I think, all too often, it’s academic, or it sounds like policy jargon, or all these things that sort of get you away from the emotional reality of the people who are living in this town who feel the moral outrage of having these really wealthy neighbors who are like: “OK, well, I’m gonna throw some money in a bank account for you. And so we’re all good, right?” There’s an assumption that everyone feels OK about that. And it really doesn’t feel OK to everybody. I feel like it’s important to put that out there in a kind of visceral way.
Lots of people have said this in different ways, but people remember how they feel more than they remember the facts.
Stephenson: There are striking numbers in the piece about per capita spending on climate justice for different regions in California. A lot more money goes to Northern California, which is a whiter region. Is there a story behind how that money is distributed?
Weil: When we’re talking about climate justice, that justice doesn’t just look like: if your house burns down, and you live in a fancy house, helping you rebuild your fancy house. And if you live in a crappy trailer, and your trailer burns down, rebuilding your crappy trailer. Climate justice will mean some way of more equitably redistributing resources, so that the vulnerable don’t remain so vulnerable.
So those numbers, I do think, represent a cementing of the status quo.
Stephenson: Are there structural things that you see opportunities to change to make things better for people in Thermal, and people in general that are living with less?

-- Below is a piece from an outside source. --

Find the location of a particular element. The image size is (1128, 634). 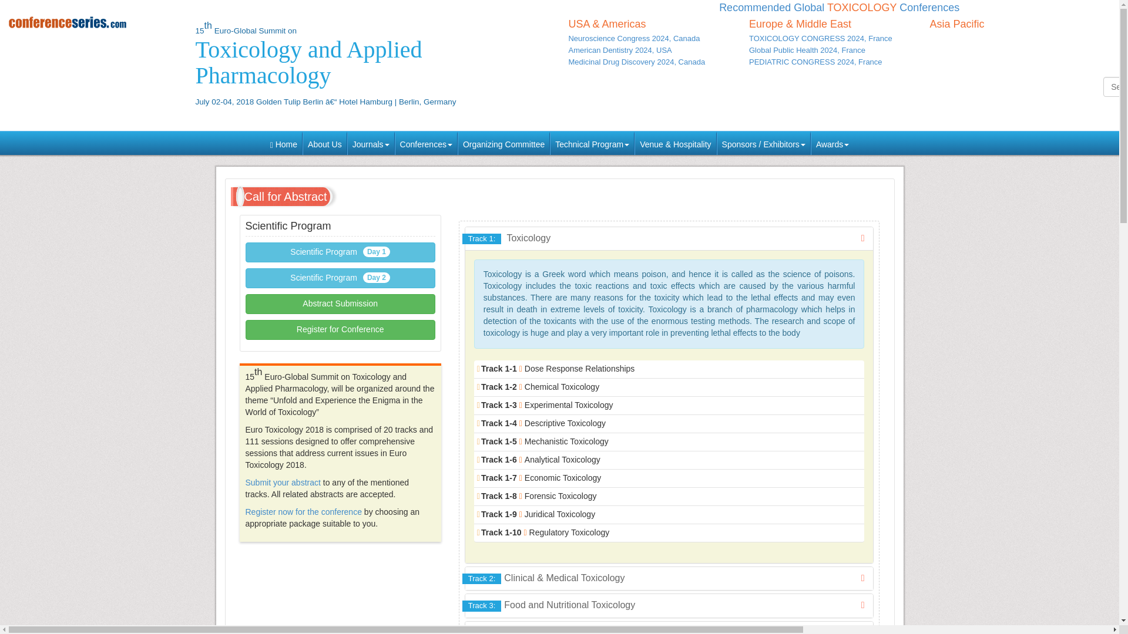

Journals is located at coordinates (371, 143).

Rodríguez Pons: The most vulnerable population there is undocumented. If you want to make a change, you need to help them. At the end of the day, it’s just infrastructure. It’s just resources, well invested.
Weil: Another piece that climate justice advocates, or academics, helped make clear to me was the way in which injustices build on each other. What is going on in Thermal is related to tax policy. It’s related to immigration policy, it’s related to infrastructure, it’s related to how water is distributed in California. All these systems work together, and build on one another, and so there’s a lot of talk in the climate community about how all these things are climate issues. In a certain lens you can see that all here: tax policy is climate policy, immigration policy is climate policy.
Watch a video on their reporting below.
This story was originally published by GIJN member ProPublica and is republished here under a Creative Commons License (CC BY-NC-ND 3.0). ProPublica is a nonprofit newsroom that investigates abuses of power. Sign up for Dispatches, its newsletter that spotlights wrongdoing around the country.
Additional Resources
Investigating Climate Change: A GIJN Guide
New Data Tools and Tips for Investigating Climate Change
Tips for Reporters Seeking to Reveal the Scale of Inequality
Brooke Stephenson is a Scripps Howard Audience/ Newsletter Fellow at ProPublica. In the past she has written articles on local policing and education policy, election services, outdoor sports, and diversity in the outdoor community. Brooke pairs photography, digital illustration, audio, and videography with her written reporting to create multi-media stories.